* _REQUIREMENT_:
Your answer is the line containing "has height=660, width=1174." plus every line after it through the end of the records, printed exactly and free of pictures.
== DATA SUPPLIED ==
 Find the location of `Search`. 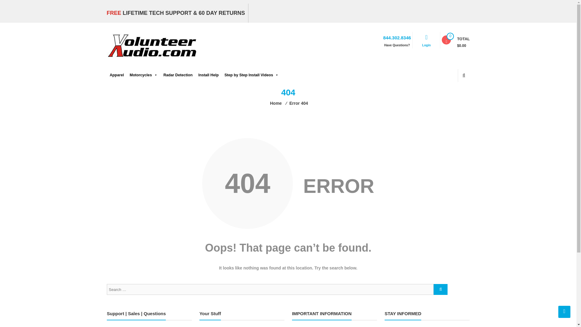

Search is located at coordinates (459, 96).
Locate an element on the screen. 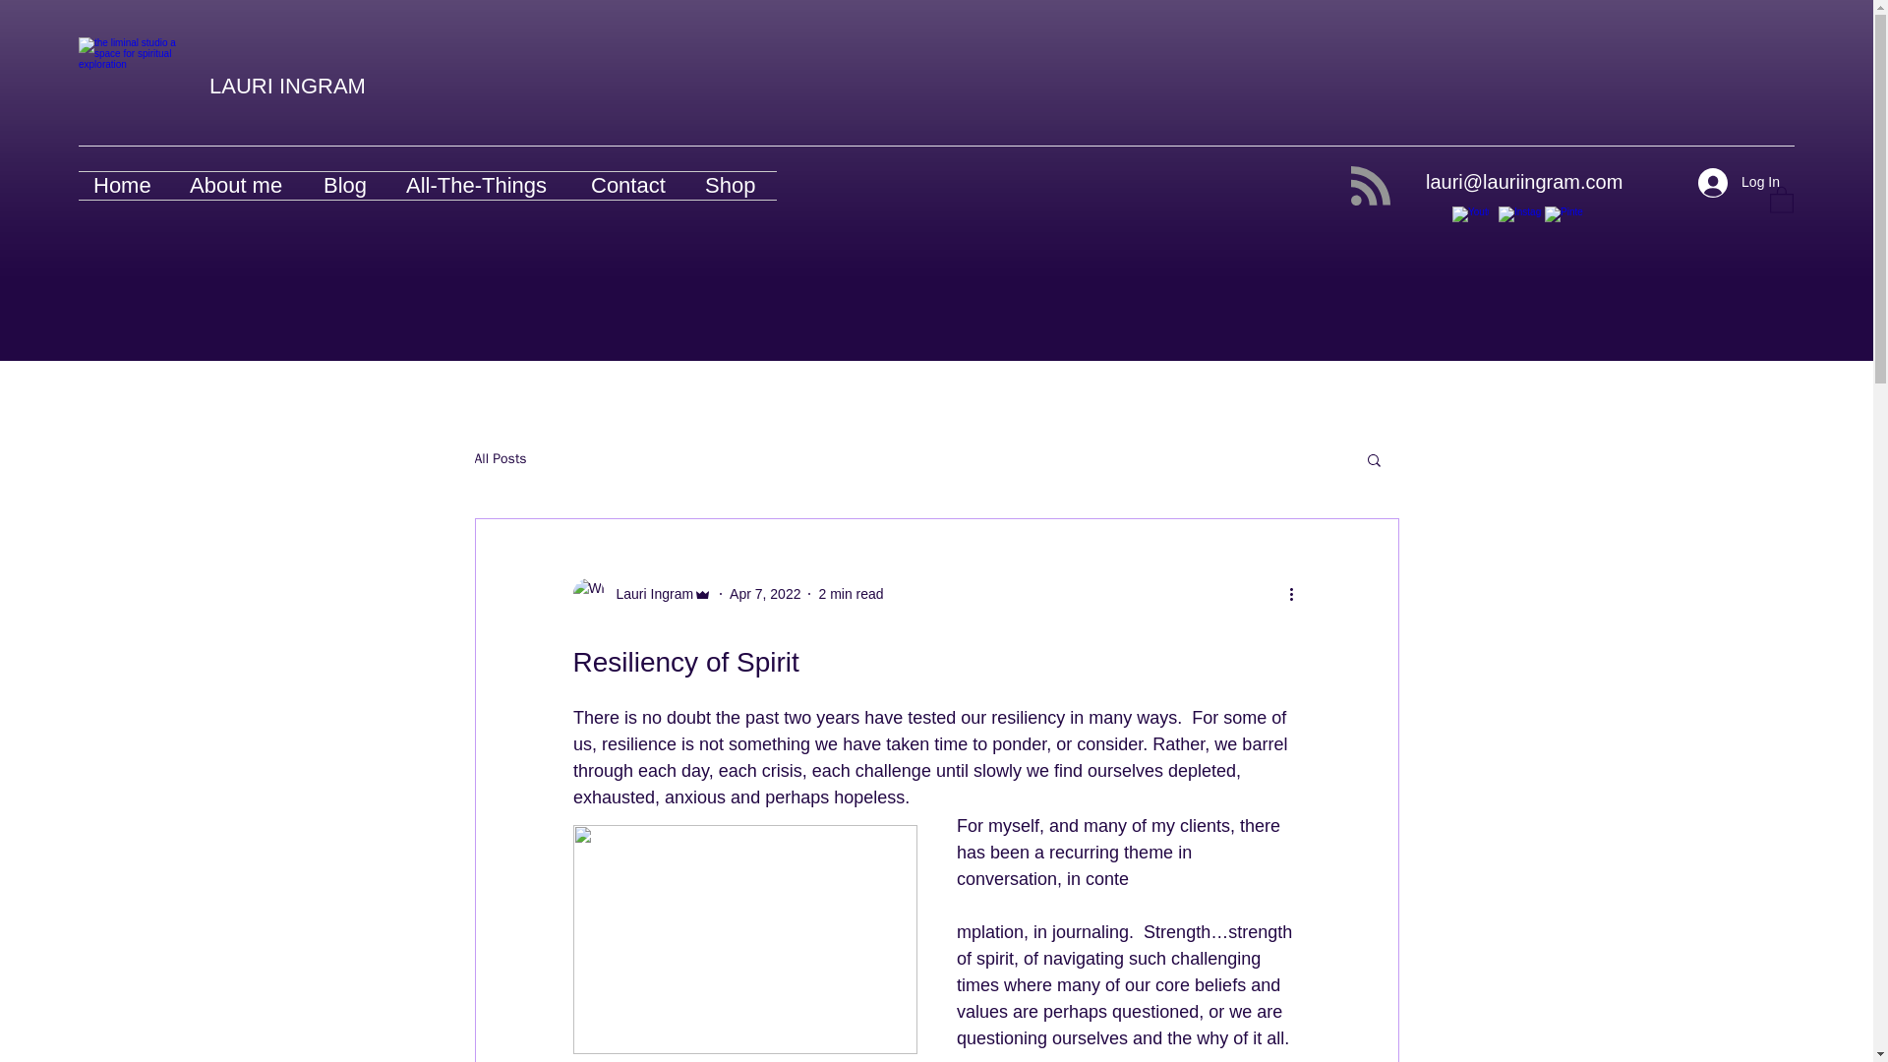 This screenshot has height=1062, width=1888. LAURI INGRAM is located at coordinates (287, 86).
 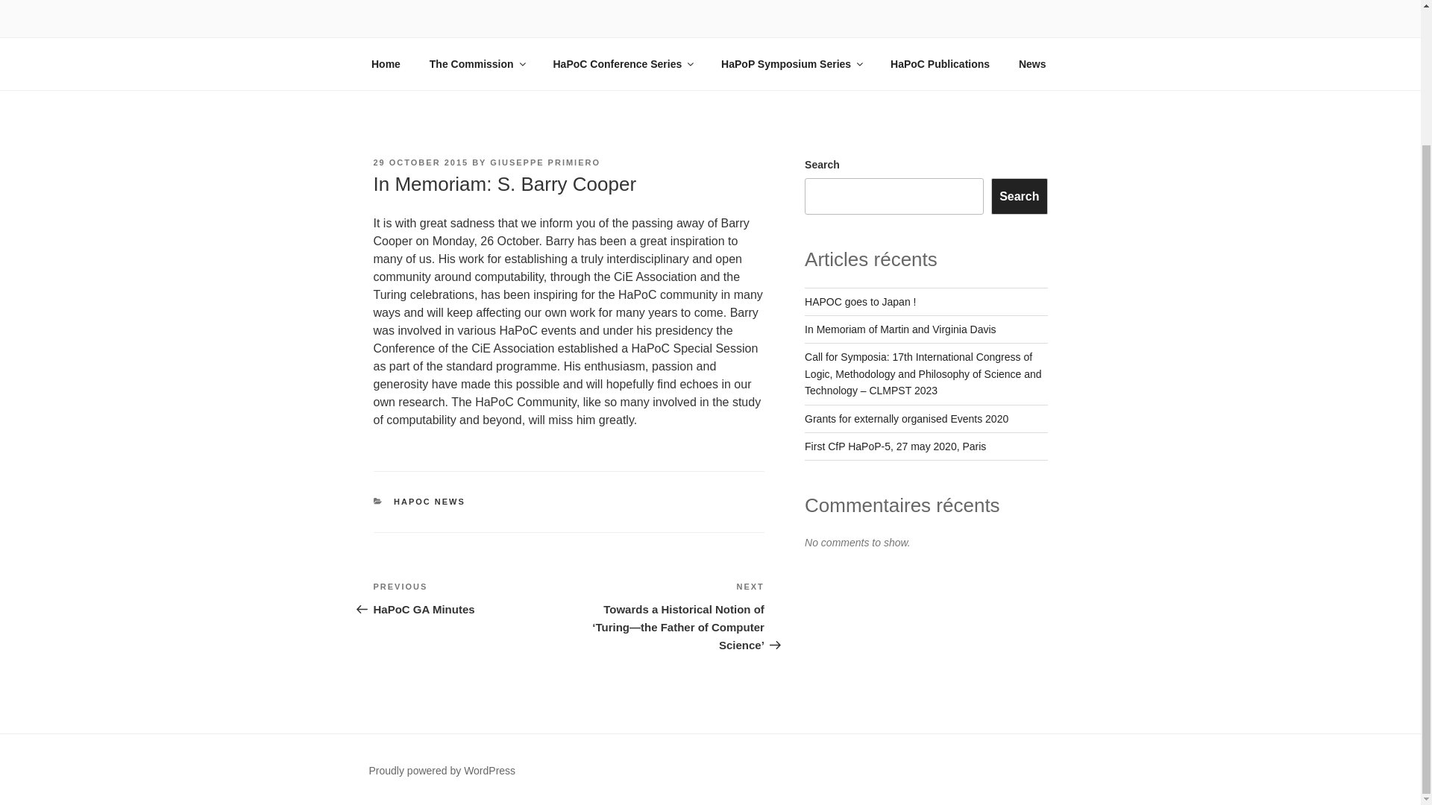 I want to click on News, so click(x=1032, y=63).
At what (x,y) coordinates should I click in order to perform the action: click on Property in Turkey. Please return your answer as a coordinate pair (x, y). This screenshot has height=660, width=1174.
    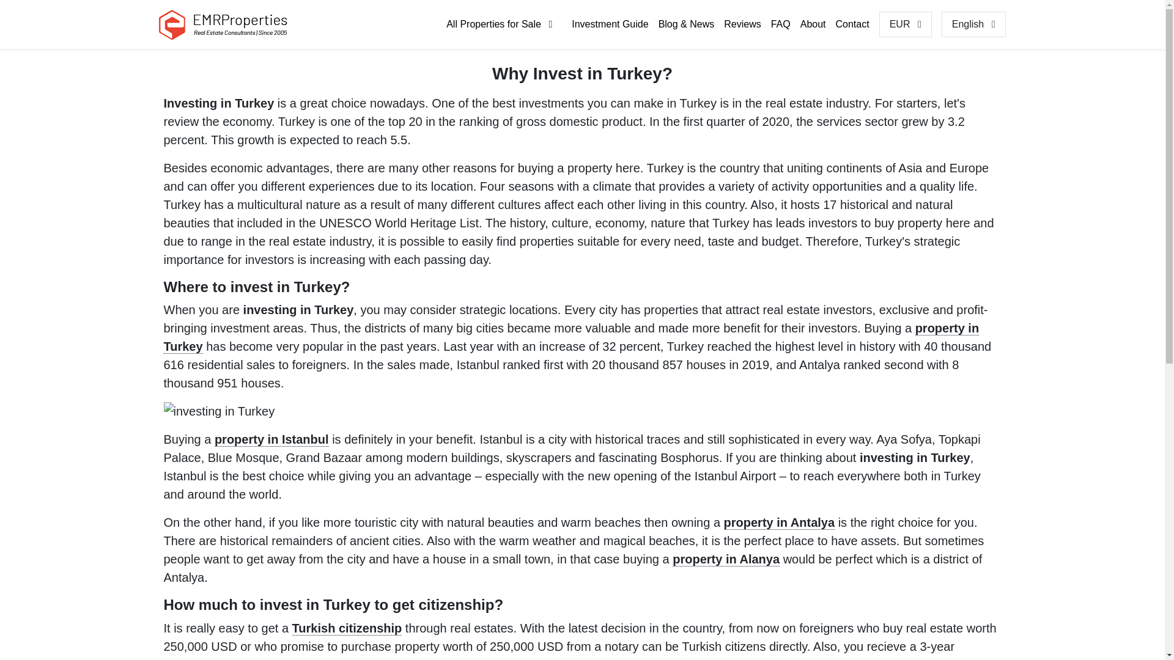
    Looking at the image, I should click on (571, 337).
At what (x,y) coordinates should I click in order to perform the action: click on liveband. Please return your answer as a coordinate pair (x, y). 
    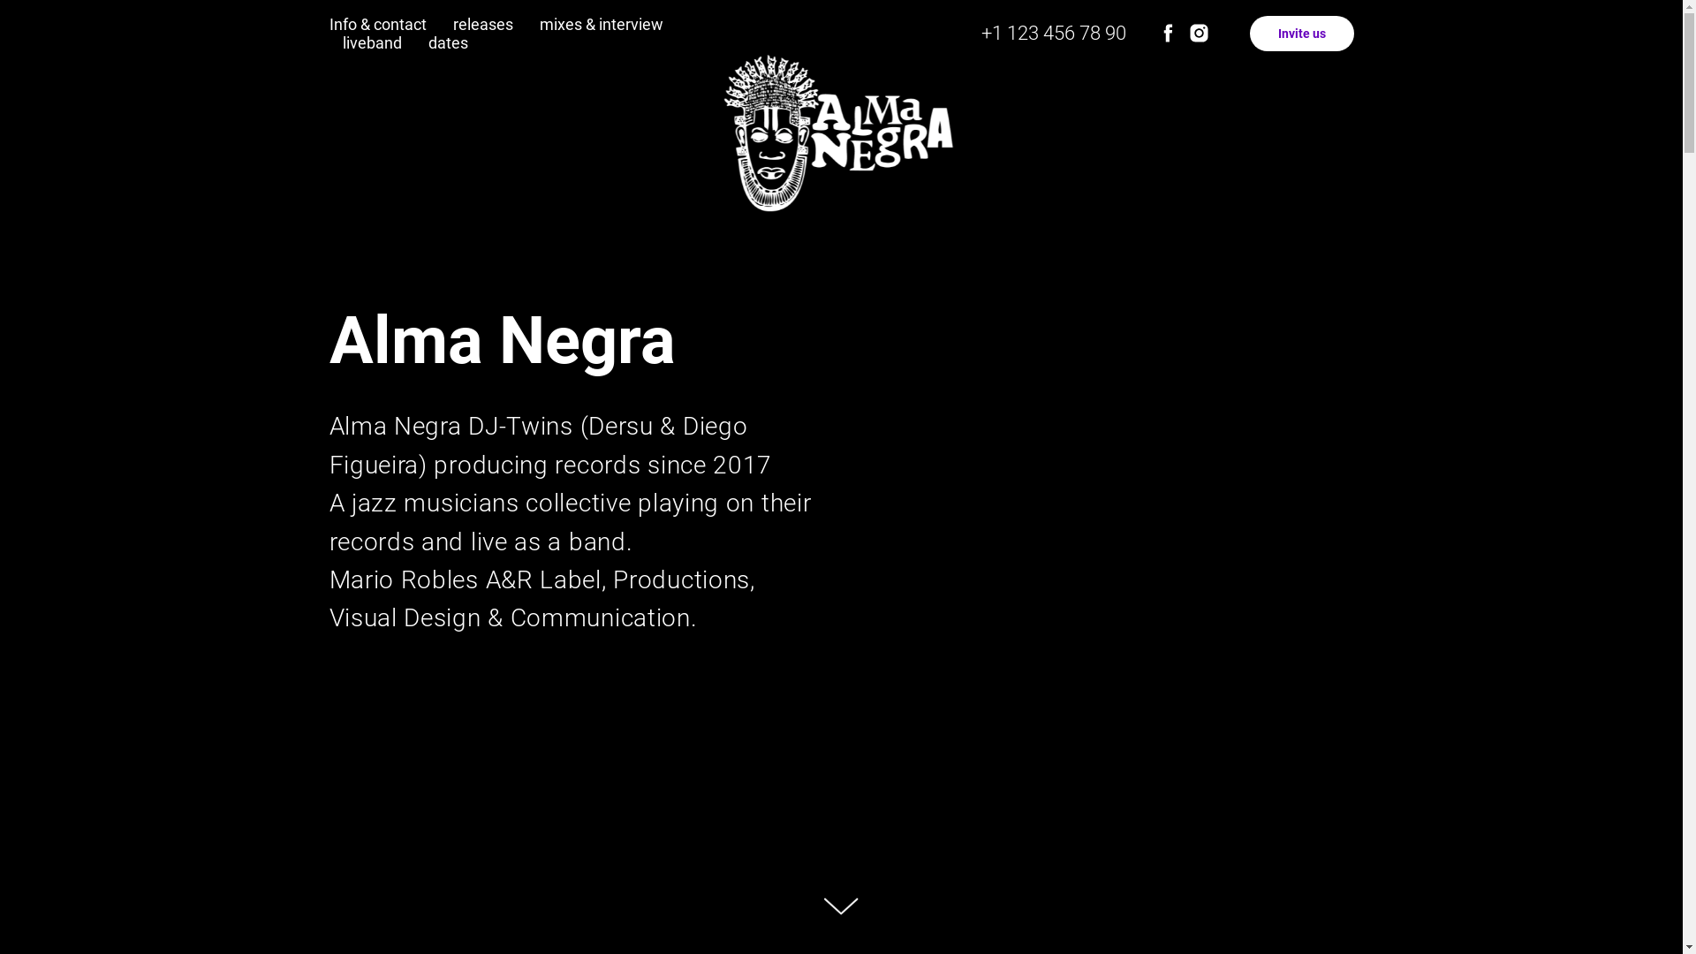
    Looking at the image, I should click on (373, 42).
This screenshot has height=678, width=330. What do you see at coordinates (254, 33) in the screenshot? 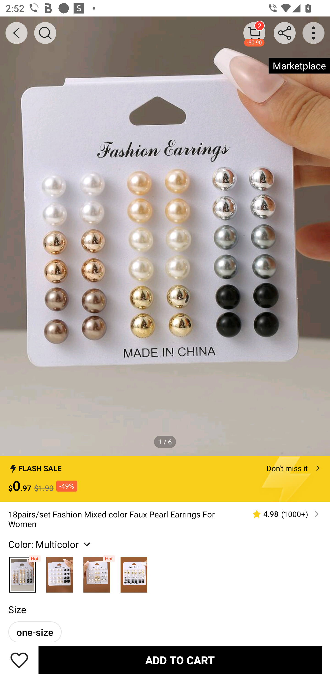
I see `2 -$0.90` at bounding box center [254, 33].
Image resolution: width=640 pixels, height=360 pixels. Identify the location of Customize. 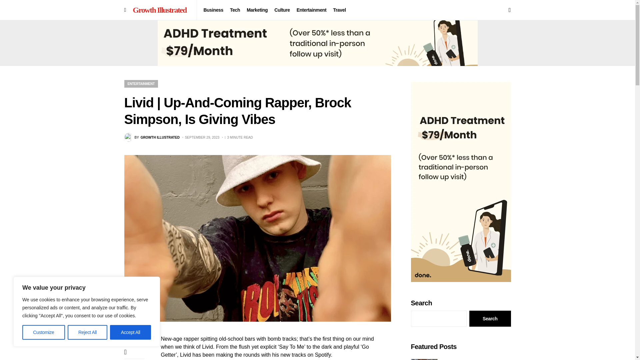
(44, 332).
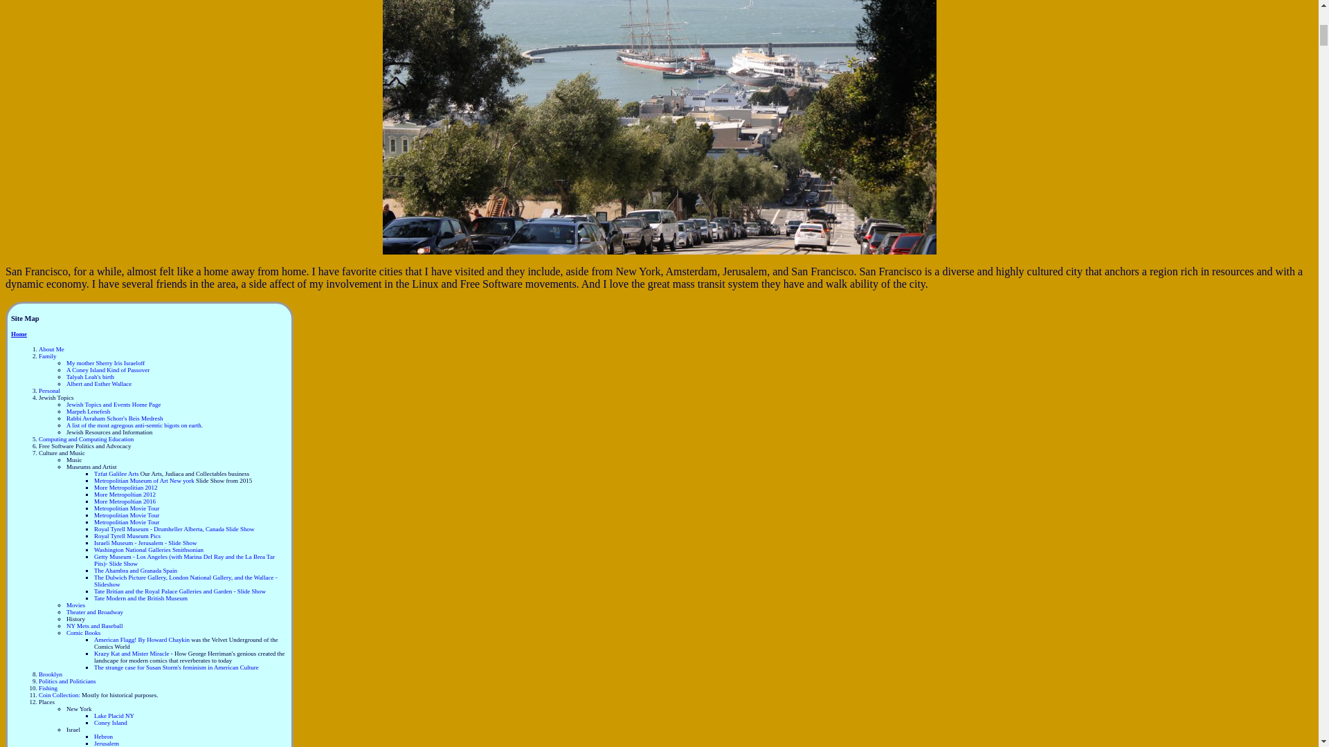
===
* _EXERCISE ANSWER_:
At what (x,y) coordinates should I click in order to perform the action: click on Property in Turkey. Please return your answer as a coordinate pair (x, y). This screenshot has height=660, width=1174.
    Looking at the image, I should click on (571, 337).
At what (x,y) coordinates should I click in order to perform the action: click on liveband. Please return your answer as a coordinate pair (x, y). 
    Looking at the image, I should click on (373, 42).
This screenshot has height=678, width=330. What do you see at coordinates (254, 33) in the screenshot? 
I see `2 -$0.90` at bounding box center [254, 33].
Image resolution: width=640 pixels, height=360 pixels. Identify the location of Customize. 
(44, 332).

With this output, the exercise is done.